May 9, 2007
Scholarly Communications - It's Everyone's Job
There was a time, way back in say, 2003, when "scholarly communications" was a term associated with the work library administrators did at the campus level and, sometimes, that became attached to the work of a single librarian, often called a Scholarly Communications Librarian or a Scholarly Communications Officer. Those days are gone.
Earlier this year, the Association of Research Libraries launched its Copyright Education Initiative with the release of the Know Your Copyrights brochure. The brochure was recently distributed to all faculty on the UIUC campus, and we are poised to join our colleagues across the country who have added a scholarly communications dimension to the profile of professional services provided by liaison librarians across the curriculum.
Along with reference services, collections services, and instructional services, the liaison librarian or subject specialist of the 21st century should be prepared to provide scholarly communications services and to serve as a liaison between classroom faculty and research faculty and the scholarly communications infrastructure and initiatives support by the academic library.
This is a tall order - one on par with the expectation found in academic libraries across the country beginning 30 years ago that all liaison librarians would be responsible for teaching. At Kansas, we developed a handbook aimed at facilitating that discussion. Now, thanks again to ARL, we have some new tools for scholarly communications outreach and instruction.

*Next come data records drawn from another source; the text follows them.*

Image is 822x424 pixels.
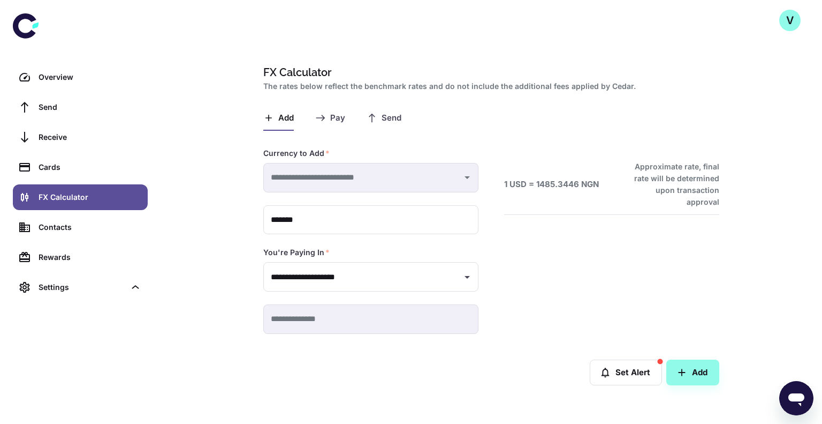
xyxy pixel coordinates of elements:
[39,191,141,203] div: FX Calculator
[330,113,345,123] span: Pay
[780,10,801,31] button: V
[39,101,141,113] div: Send
[13,214,148,240] a: Contacts
[13,184,148,210] a: FX Calculator
[460,269,475,284] button: Open
[263,247,330,258] label: You're Paying In
[623,161,720,208] h6: Approximate rate, final rate will be determined upon transaction approval
[13,124,148,150] a: Receive
[13,154,148,180] a: Cards
[39,281,125,293] div: Settings
[39,221,141,233] div: Contacts
[13,64,148,90] a: Overview
[13,244,148,270] a: Rewards
[504,178,599,191] h6: 1 USD = 1485.3446 NGN
[382,113,402,123] span: Send
[13,274,148,300] div: Settings
[39,161,141,173] div: Cards
[39,251,141,263] div: Rewards
[13,94,148,120] a: Send
[780,381,814,415] iframe: Button to launch messaging window
[39,71,141,83] div: Overview
[667,359,720,385] button: Add
[263,80,715,92] h2: The rates below reflect the benchmark rates and do not include the additional fees applied by Cedar.
[263,148,330,158] label: Currency to Add
[263,64,715,80] h1: FX Calculator
[278,113,294,123] span: Add
[590,359,662,385] button: Set Alert
[39,131,141,143] div: Receive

With the establishment of our scholarly communications program, the launch of our institutional repository, and the network of contacts that we have across the campus and in key units like the Graduate College, these tools will help us to articulate a scholarly communications instruction and outreach program that will allow us to contribute to ongoing discussions of copyright, open access, digital publishing, and more.
UIUC has made a substantial commitment to moving forward in this area through its sponsorship of a team of librarians who will be attending the Scholarly Communications Institute this summer. I look forward to working with them and with the rest of our scholarly communications team to see how we add scholarly communications services to the already rich menu of services that we provide to our faculty and students.
Posted by swalter at 10:06 AM | TrackBack
April 27, 2007
"Universally Underinformed and Misinformed"
That is how a new study of student users (courtesy of the Wired Campus blog) of social networking sites like YouTube and Facebook characterizes its participants' understanding of copyright law. For example:
[while] 76% of the students said that the Fair Use doctrine allowed them to use copyrighted material, none could accurately define the doctrine. While they were generally concerned with staying on the "good side" of the law, they were "making up rules themselves" about what and how to use intellectual property. They also did not understand their own rights as creators of content.
In a world in which user-created content and social networking sites are among the innovations shaping our discussion of the future of higher education, it is clear that copyright education is a critical arena in which information literacy instruction, information technology training, and scholarly communications instruction come together.
At UIUC, our Scholarly Communications Program provides resources to faculty on how to manage their copyrights and how to support emerging models for dissemination and preservation of scholarly materials, and supports the ARL copyright education initiative. We are also beginning a dialogue with the Graduate College about how to integrate copyright education into the ongoing instructional programs provided through Central Reference to our graduate students.
In the Web 2.0 world, we all need to manage "author's rights" and navigate the shoals of "fair use." With strong leadership both in instruction and in scholarly communications, we are in a good position to work with our colleagues across campus to help all our users do just that.